Privatisation: Privatisation of large state-owned enterprises is also planned, though the government said it would retain controlling stakes in strategically important companies. One option to raise additional cash has been to sell off some of the assets held in the illiquid part of the NWF, which includes, for example, a significant stake in state-owned retail banking giant Sberbank. Most of the investments in the non-liquid part of the NWF are managed by the sovereign wealth fund, Russia Direct Investment Fund (RDIF).
The ministry emphasised that despite growing fiscal pressures, the draft budget was designed to “preserve stability while meeting the needs of the armed forces and providing social guarantees to the population” – a comment partly aimed at Trump’s comments the previous day.
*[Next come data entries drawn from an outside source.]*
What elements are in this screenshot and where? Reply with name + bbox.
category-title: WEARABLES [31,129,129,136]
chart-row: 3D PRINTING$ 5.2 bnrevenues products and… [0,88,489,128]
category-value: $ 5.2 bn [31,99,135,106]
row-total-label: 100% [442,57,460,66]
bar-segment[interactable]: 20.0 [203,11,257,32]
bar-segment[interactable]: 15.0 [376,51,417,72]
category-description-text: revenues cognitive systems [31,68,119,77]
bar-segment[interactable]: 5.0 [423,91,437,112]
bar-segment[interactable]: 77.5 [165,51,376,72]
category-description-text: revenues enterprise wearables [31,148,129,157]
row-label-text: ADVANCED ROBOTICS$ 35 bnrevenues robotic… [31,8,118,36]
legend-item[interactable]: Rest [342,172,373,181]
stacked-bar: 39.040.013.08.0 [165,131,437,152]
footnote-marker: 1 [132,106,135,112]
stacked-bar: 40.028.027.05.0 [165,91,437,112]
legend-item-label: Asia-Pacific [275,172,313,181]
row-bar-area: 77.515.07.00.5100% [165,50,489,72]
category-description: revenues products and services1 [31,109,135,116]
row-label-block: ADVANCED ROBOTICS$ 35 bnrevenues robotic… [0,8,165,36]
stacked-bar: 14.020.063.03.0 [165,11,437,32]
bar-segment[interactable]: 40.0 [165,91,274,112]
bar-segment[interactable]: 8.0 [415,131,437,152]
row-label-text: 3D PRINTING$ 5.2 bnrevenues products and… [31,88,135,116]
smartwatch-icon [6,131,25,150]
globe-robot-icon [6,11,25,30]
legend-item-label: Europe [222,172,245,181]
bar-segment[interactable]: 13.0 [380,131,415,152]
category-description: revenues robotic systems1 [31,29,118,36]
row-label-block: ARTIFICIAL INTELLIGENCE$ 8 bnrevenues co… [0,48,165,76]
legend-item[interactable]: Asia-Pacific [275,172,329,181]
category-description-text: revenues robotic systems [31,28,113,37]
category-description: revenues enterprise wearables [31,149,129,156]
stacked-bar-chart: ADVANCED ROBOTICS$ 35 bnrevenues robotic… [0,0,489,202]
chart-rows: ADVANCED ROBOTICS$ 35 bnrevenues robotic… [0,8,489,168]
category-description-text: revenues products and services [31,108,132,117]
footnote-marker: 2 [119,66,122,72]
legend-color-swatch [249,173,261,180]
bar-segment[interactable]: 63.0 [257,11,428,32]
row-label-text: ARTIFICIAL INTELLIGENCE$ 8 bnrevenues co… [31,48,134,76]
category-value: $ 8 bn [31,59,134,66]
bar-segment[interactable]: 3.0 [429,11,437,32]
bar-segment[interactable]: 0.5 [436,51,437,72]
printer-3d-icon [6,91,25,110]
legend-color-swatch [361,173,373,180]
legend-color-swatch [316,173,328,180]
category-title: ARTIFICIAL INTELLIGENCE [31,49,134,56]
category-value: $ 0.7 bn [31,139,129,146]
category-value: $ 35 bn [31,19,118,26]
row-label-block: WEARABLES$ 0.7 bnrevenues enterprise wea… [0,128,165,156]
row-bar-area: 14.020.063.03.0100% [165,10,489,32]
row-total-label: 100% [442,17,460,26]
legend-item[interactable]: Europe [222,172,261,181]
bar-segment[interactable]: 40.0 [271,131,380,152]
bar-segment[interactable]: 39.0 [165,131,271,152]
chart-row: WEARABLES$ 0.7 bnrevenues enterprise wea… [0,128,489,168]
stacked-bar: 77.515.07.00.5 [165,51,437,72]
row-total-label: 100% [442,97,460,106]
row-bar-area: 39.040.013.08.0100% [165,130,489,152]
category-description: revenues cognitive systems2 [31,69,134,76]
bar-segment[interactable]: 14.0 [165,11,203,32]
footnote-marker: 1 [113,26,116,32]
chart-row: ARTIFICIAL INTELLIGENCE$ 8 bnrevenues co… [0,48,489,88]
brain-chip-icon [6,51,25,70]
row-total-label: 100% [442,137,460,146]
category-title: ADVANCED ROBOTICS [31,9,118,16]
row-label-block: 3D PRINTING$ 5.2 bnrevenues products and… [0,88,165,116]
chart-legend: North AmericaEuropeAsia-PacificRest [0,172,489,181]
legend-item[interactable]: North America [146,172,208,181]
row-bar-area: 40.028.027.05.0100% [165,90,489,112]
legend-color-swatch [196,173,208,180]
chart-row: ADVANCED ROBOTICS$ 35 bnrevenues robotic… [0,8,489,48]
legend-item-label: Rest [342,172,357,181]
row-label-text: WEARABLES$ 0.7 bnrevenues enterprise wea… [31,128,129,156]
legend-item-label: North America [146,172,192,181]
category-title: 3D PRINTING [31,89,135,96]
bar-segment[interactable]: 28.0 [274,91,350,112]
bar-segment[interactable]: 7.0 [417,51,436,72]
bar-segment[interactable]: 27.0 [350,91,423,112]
Inflation and rates: Inflation has been falling faster than expected, dropping from a sticky 10% at the end of 2024, to 8.8% in August and is slated to be 6.8% by the end of the year. However, economists worry that the 200bp increase in VAT will stoke prices again over the rest of this year and slow the monetary policy easing the CBR began in the summer. The regulator has already cut rates by 400bp this year to 17% and was hoping to cut another 200bp before the end of this year, before bringing rates to 12-13% next year to revitalise growth.
Fixed investment: The investment forecast has also been reduced: instead of the previously expected 3% growth in 2026, now a decline of 0.5% is projected. The Ministry of Economy attributes this to the "high base of recent years" and tight monetary policy.
Industrial production: The industrial production forecast has been lowered from 2.6% to 1.5% in 2025 and from 2.9% to 2.3% in 2026.
Trade balance & FX: a foreign trade surplus in goods in 2025 is expected to reach $106.9bn (versus $86.8bn in the April forecast), and the ruble exchange rate will strengthen to RUB86.1 per dollar, up from RUB94.3 per dollar on average. However, in 2026, the exchange rate will fall to RUB92.2 per dollar. The Brent oil forecast was set at $70 per barrel in 2025–2027, down from the previously forecast of $72 in 2026–2027).